Ai and the problems with copyright
“A copyright is a type of intellectual property that gives its owner the exclusive legal right to copy, distribute, adapt, display, and perform a creative work”.
What is copyright infringement?
“As a general matter, copyright infringement occurs when a copyrighted work is reproduced, distributed, performed, publicly displayed, or made into a derivative work without the permission of the copyright owner.” –US Copyright office
The thing with Ai is that inorder to make the Ai models, you currently need to download the works locally in order to train the model. This is simply copyright infringement as copying is a reproduction without premission.
Downloading to RAM/browser cache doesnt make an infringing copy, because that is what the owner of the work has approved of (if the work isnt stolen and then put up to internet).
Now the licences of the works aren’t usually available, but most artists and owners of the works would agree that they intended the works to be viewed by humans alone, not by bots or software that feeds the works into Ai training. So this means the Ai scrapers aren’t allowed to even view the works according to how the owner has inteded and by every right to make them to be available. Thus Ai scrapers are already breaking the licensing by doing so even if not downloading the work but doing the data extraction in the browser. (Data laundering is the act of having a third party do the downloading / turning the works into a reprhased dataset in the name of non-commercial use, and then having a commercial company use that dataset train the model.)
Fair use?
Not really, the works are in the end used to make a commercial products that affects the market and value of the original works. Data laundering does not change this fact.
So they should be licensed under commercial license.

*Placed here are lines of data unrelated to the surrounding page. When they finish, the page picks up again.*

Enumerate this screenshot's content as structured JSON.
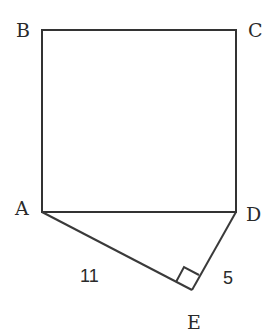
{
  "diagram": {
    "colors": {
      "line": "#333333",
      "text": "#2a2a2a",
      "background": "#ffffff"
    },
    "vertices": {
      "A": {
        "label": "A",
        "x": 42,
        "y": 212
      },
      "B": {
        "label": "B",
        "x": 42,
        "y": 30
      },
      "C": {
        "label": "C",
        "x": 236,
        "y": 30
      },
      "D": {
        "label": "D",
        "x": 236,
        "y": 212
      },
      "E": {
        "label": "E",
        "x": 192,
        "y": 290
      }
    },
    "segments": [
      {
        "from": "A",
        "to": "B"
      },
      {
        "from": "B",
        "to": "C"
      },
      {
        "from": "C",
        "to": "D"
      },
      {
        "from": "D",
        "to": "A"
      },
      {
        "from": "A",
        "to": "E",
        "length_label": "11"
      },
      {
        "from": "E",
        "to": "D",
        "length_label": "5"
      }
    ],
    "measurements": {
      "AE": "11",
      "ED": "5"
    },
    "right_angle_marker": "E"
  }
}
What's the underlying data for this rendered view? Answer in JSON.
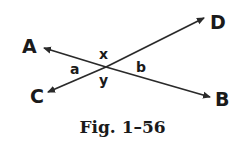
{
  "figure": {
    "caption": "Fig. 1–56",
    "points": {
      "A": "A",
      "B": "B",
      "C": "C",
      "D": "D"
    },
    "angles": {
      "x": "x",
      "y": "y",
      "a": "a",
      "b": "b"
    },
    "lines": [
      {
        "name": "AB",
        "from": "A",
        "to": "B",
        "arrows": "both"
      },
      {
        "name": "CD",
        "from": "C",
        "to": "D",
        "arrows": "both"
      }
    ],
    "line_color": "#2a2a2a"
  }
}
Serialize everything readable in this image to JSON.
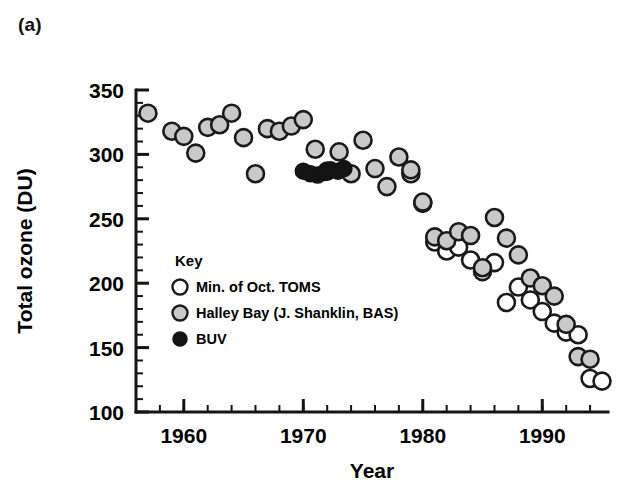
{
  "figure": {
    "panel_label": "(a)",
    "background_color": "#ffffff",
    "foreground_color": "#111111"
  },
  "legend": {
    "title": "Key",
    "position": "inside-lower-left",
    "entries": [
      {
        "label": "Min. of Oct. TOMS",
        "marker": "open-circle",
        "fill": "#ffffff",
        "stroke": "#1a1a1a"
      },
      {
        "label": "Halley Bay (J. Shanklin, BAS)",
        "marker": "gray-circle",
        "fill": "#c9c9c9",
        "stroke": "#1a1a1a"
      },
      {
        "label": "BUV",
        "marker": "filled-circle",
        "fill": "#141414",
        "stroke": "#141414"
      }
    ]
  },
  "chart_data": {
    "type": "scatter",
    "title": "",
    "xlabel": "Year",
    "ylabel": "Total ozone (DU)",
    "xlim": [
      1956,
      1995.5
    ],
    "ylim": [
      100,
      350
    ],
    "xticks": [
      1960,
      1970,
      1980,
      1990
    ],
    "xtick_labels": [
      "1960",
      "1970",
      "1980",
      "1990"
    ],
    "yticks": [
      100,
      150,
      200,
      250,
      300,
      350
    ],
    "ytick_labels": [
      "100",
      "150",
      "200",
      "250",
      "300",
      "350"
    ],
    "x_minor_tick_step": 2,
    "y_minor_tick_step": 10,
    "grid": false,
    "series": [
      {
        "name": "Halley Bay (J. Shanklin, BAS)",
        "marker": "gray-circle",
        "fill": "#c9c9c9",
        "stroke": "#1a1a1a",
        "points": [
          [
            1957,
            332
          ],
          [
            1959,
            318
          ],
          [
            1960,
            314
          ],
          [
            1961,
            301
          ],
          [
            1962,
            321
          ],
          [
            1963,
            323
          ],
          [
            1964,
            332
          ],
          [
            1965,
            313
          ],
          [
            1966,
            285
          ],
          [
            1967,
            320
          ],
          [
            1968,
            318
          ],
          [
            1969,
            322
          ],
          [
            1970,
            327
          ],
          [
            1971,
            304
          ],
          [
            1972,
            287
          ],
          [
            1973,
            302
          ],
          [
            1974,
            285
          ],
          [
            1975,
            311
          ],
          [
            1976,
            289
          ],
          [
            1977,
            275
          ],
          [
            1978,
            298
          ],
          [
            1979,
            288
          ],
          [
            1980,
            263
          ],
          [
            1981,
            236
          ],
          [
            1982,
            233
          ],
          [
            1983,
            240
          ],
          [
            1984,
            237
          ],
          [
            1985,
            212
          ],
          [
            1986,
            251
          ],
          [
            1987,
            235
          ],
          [
            1988,
            222
          ],
          [
            1989,
            204
          ],
          [
            1990,
            198
          ],
          [
            1991,
            190
          ],
          [
            1992,
            168
          ],
          [
            1993,
            143
          ],
          [
            1994,
            141
          ]
        ]
      },
      {
        "name": "Min. of Oct. TOMS",
        "marker": "open-circle",
        "fill": "#ffffff",
        "stroke": "#1a1a1a",
        "points": [
          [
            1979,
            285
          ],
          [
            1980,
            262
          ],
          [
            1981,
            232
          ],
          [
            1982,
            225
          ],
          [
            1983,
            228
          ],
          [
            1984,
            218
          ],
          [
            1985,
            209
          ],
          [
            1986,
            216
          ],
          [
            1987,
            185
          ],
          [
            1988,
            197
          ],
          [
            1989,
            187
          ],
          [
            1990,
            178
          ],
          [
            1991,
            169
          ],
          [
            1992,
            162
          ],
          [
            1993,
            160
          ],
          [
            1994,
            126
          ],
          [
            1995,
            124
          ]
        ]
      },
      {
        "name": "BUV",
        "marker": "filled-circle",
        "fill": "#141414",
        "stroke": "#141414",
        "points": [
          [
            1970,
            287
          ],
          [
            1970.6,
            285
          ],
          [
            1971.2,
            284
          ],
          [
            1971.8,
            286
          ],
          [
            1972.3,
            288
          ],
          [
            1972.9,
            287
          ],
          [
            1973.4,
            289
          ]
        ]
      }
    ]
  }
}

Commercial licence requirement in this case works similarly to how some Photoshops (Adobe in the pastfor example) had student licenses that did not allow commercial usage of the images created with a student license. If you didn’t pay for the student license you had no access to the software to begin with. So there is no reason why an an image / other work used to create software couldn’t make the same licensing requirements and require payment to be accessed in the first place.
There simply shouldn’t be any moral nor legal grounds to enable profiting from someone elses work in this manner and scale without compensating them.